The 40-year-old lawyer’s surprise win in Hawaii’s special House election in May was widely seen as a fluke: a Republican in a heavily liberal district who won with 39 percent of the vote after feuding Democrats refused to settle on a single candidate and split their vote.
Experts confidently predicted that in November, the seat in the Honolulu-based 1st Congressional District — the childhood home of President Obama — would flip back to the blue column, offering Democrats a chance for a rare pickup in a bleak midterm landscape.
But five months later, the rookie Republican congressman is hanging tough, locked in a virtual dead heat with the Democratic state lawmaker Colleen Hanabusa, one of the Democrats he defeated last spring.
In a Public Policy Poll commissioned by the liberal website Daily Kos released this week, Mr. Djou drew 47 percent versus 48 percent for Mrs. Hanabusa, whose website currently features prominently the endorsement she received last week from Mr. Obama. The poll showed 5 percent undecided and a margin of error of nearly 4 percentage points.
“It’s definitely problematic 28 days out for the Democrats in a state where they’re supposed to have a pretty strong hold,” Dylan Nonaka of the Hawaii Republican Party told Honolulu television station KHON on Tuesday.
The Rothenberg Political Report in an analysis of the race late last month warned Democrats against overconfidence.
“There is little evidence that voters are willing to throw Djou out of office after only a couple months on the job,” the nonpartisan political publication noted. “… This race is not over, and Djou may even have the advantage.”
And Mr. Djou isn’t the only Republican surprise in a state that the president won with more than 70 percent of the vote in 2008.
In the governor’s race, the same Daily Kos poll found that GOP candidate Duke Aiona, the state’s lieutenant governor, has erased what was once a double-digit gap with Neil Abercrombie — the Democrat who earlier this year resigned the House seat Mr. Djou now holds to run for governor.
Mr. Aiona is hoping to take over for the current GOP governor, the term-limited Linda Lingle.
The races on paper were not supposed to be competitive. Democrats have held the House seat for all but four years since it was first carved out in 1971, including 11 terms for Mr. Abercrombie before he quit. Before Mrs. Lingle was elected in 2002, Democrats had held the governorship for 40 years.
The candidates said the latest poll numbers would have no impact on their campaigns.
“Forget about these polls,” Mr. Aiona told KHON. “It doesn’t matter. What matters is the ideas that we have. I don’t care if it’s 20 points the other way, you should be excited.”
Mr. Abercrombie said, “We’ve learned a long time ago that the only poll that matters is on Election Day.”
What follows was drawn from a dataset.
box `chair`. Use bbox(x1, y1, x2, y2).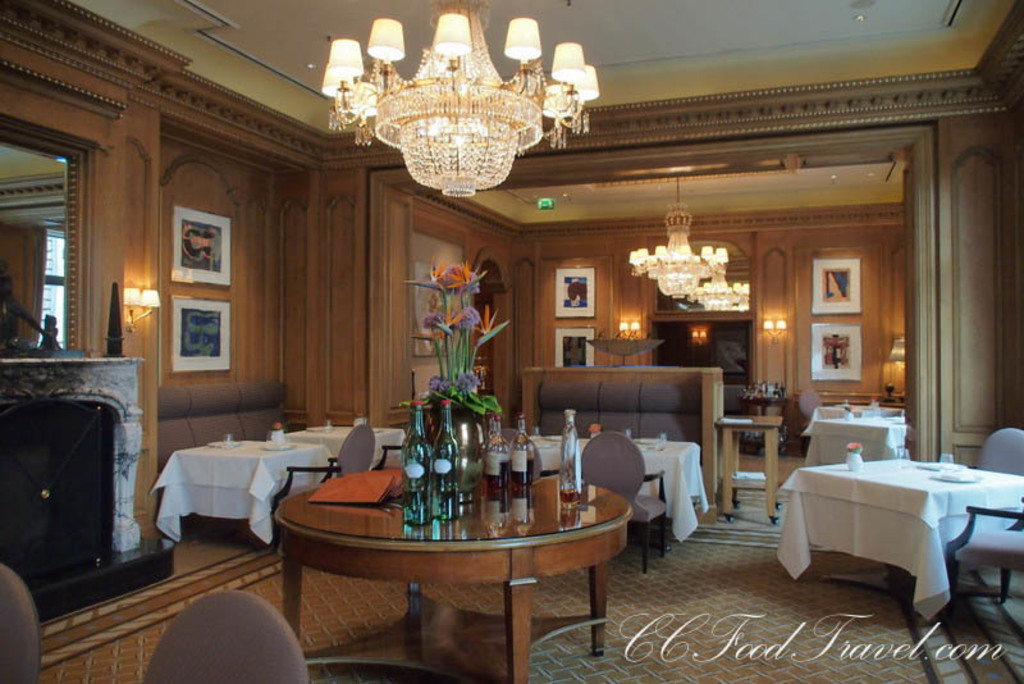
bbox(0, 565, 45, 681).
In a sign national Democrats are not taking the races for granted, Mrs. Hanabusa is also getting a boost this week from Washington’s Democratic Congressional Campaign Committee, the national party committee charged with helping Democratic House candidates. The DCCC is running a new negative ad that accuses Mr. Djou of voting against federal funds for Hawaii schools and teachers.
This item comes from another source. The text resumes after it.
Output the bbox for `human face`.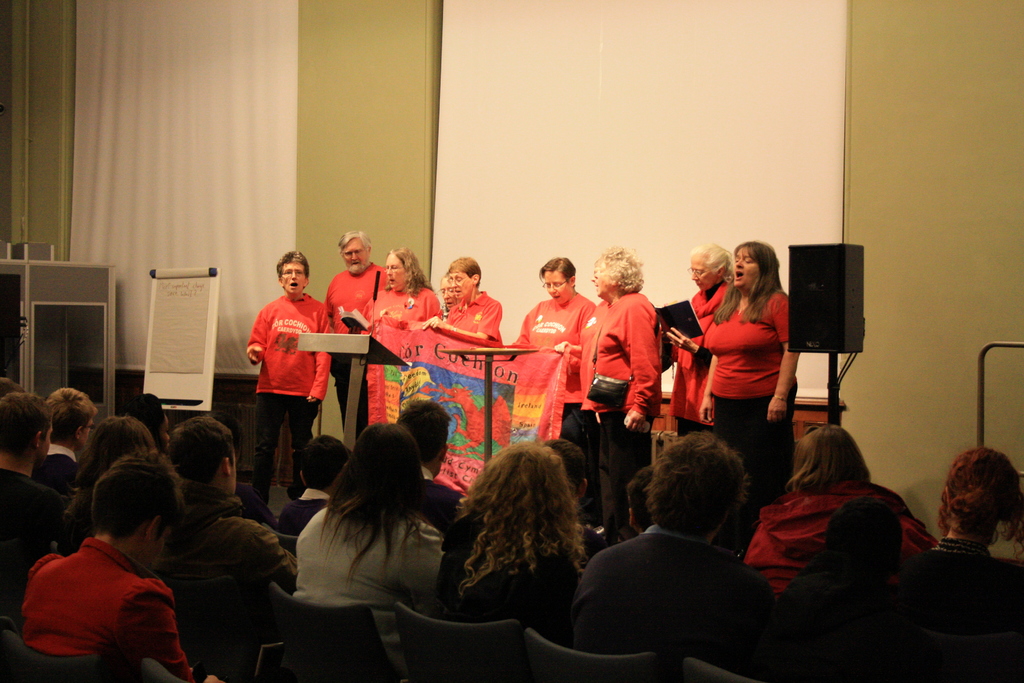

The ad has been called “an absolute smear campaign” by Hawaiian GOP officials. Mr. Djou, in an interview with the Honolulu Star-Advertiser, defended his vote against the $26 billion package of aid to state governments passed this summer, saying it was unfair to ask Hawaii to “bail out” less fiscally responsible states.
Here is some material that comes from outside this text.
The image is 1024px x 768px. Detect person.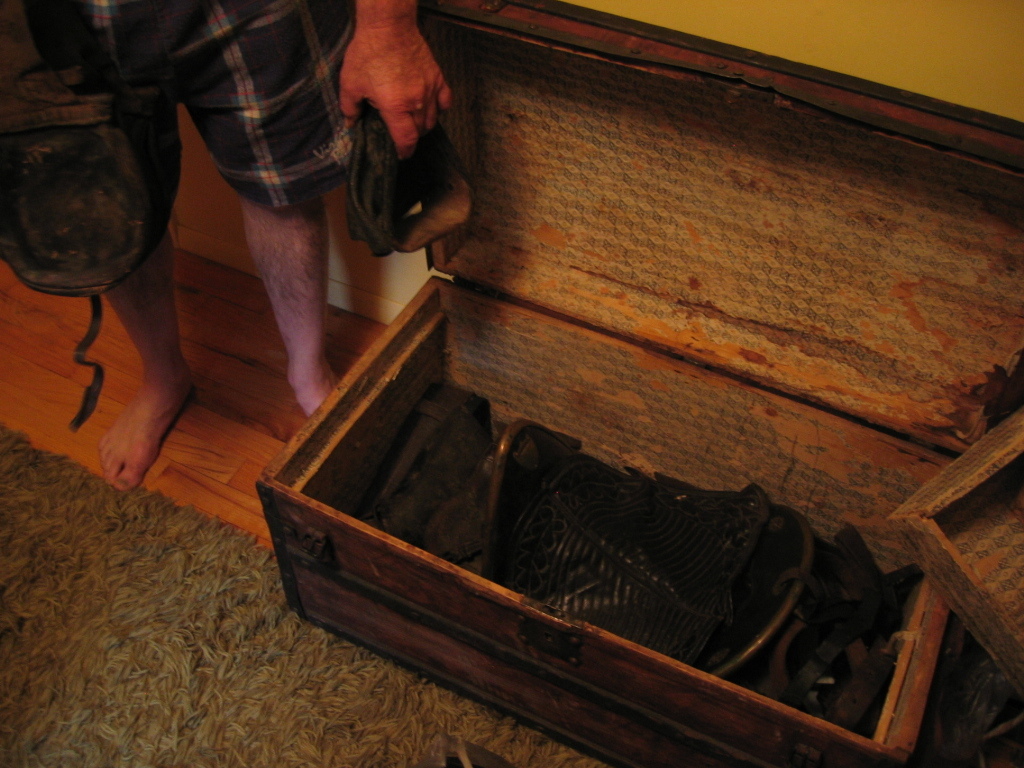
Detection: x1=0 y1=0 x2=449 y2=489.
Mr. Djou’s bid, like a number of Republican campaigns over the past year, is getting a jolt of activism and energy from the anti-spending “tea party” movement.
The one-time Honolulu city councilman and former state lawmaker earned tea party support last spring, but since then Mr. Djou has de-emphasized his connections to the movement.
But his latest ad airing this week takes up a favorite tea party theme, accusing his opponent of underestimating the scope of wasteful government spending. Mrs. Hanabusa’s campaign immediately cried foul, claiming the snippet of film quoting her in the ad was taken out of context.
But reflecting the makeup of his district, Mr. Djou has taken a more moderate line of President Obama’s health care overhaul law. He told voters that he favors repeal of the law, but added that repeal was not “realistic” in the short term and that he, instead, would work to amend some of its major provisions.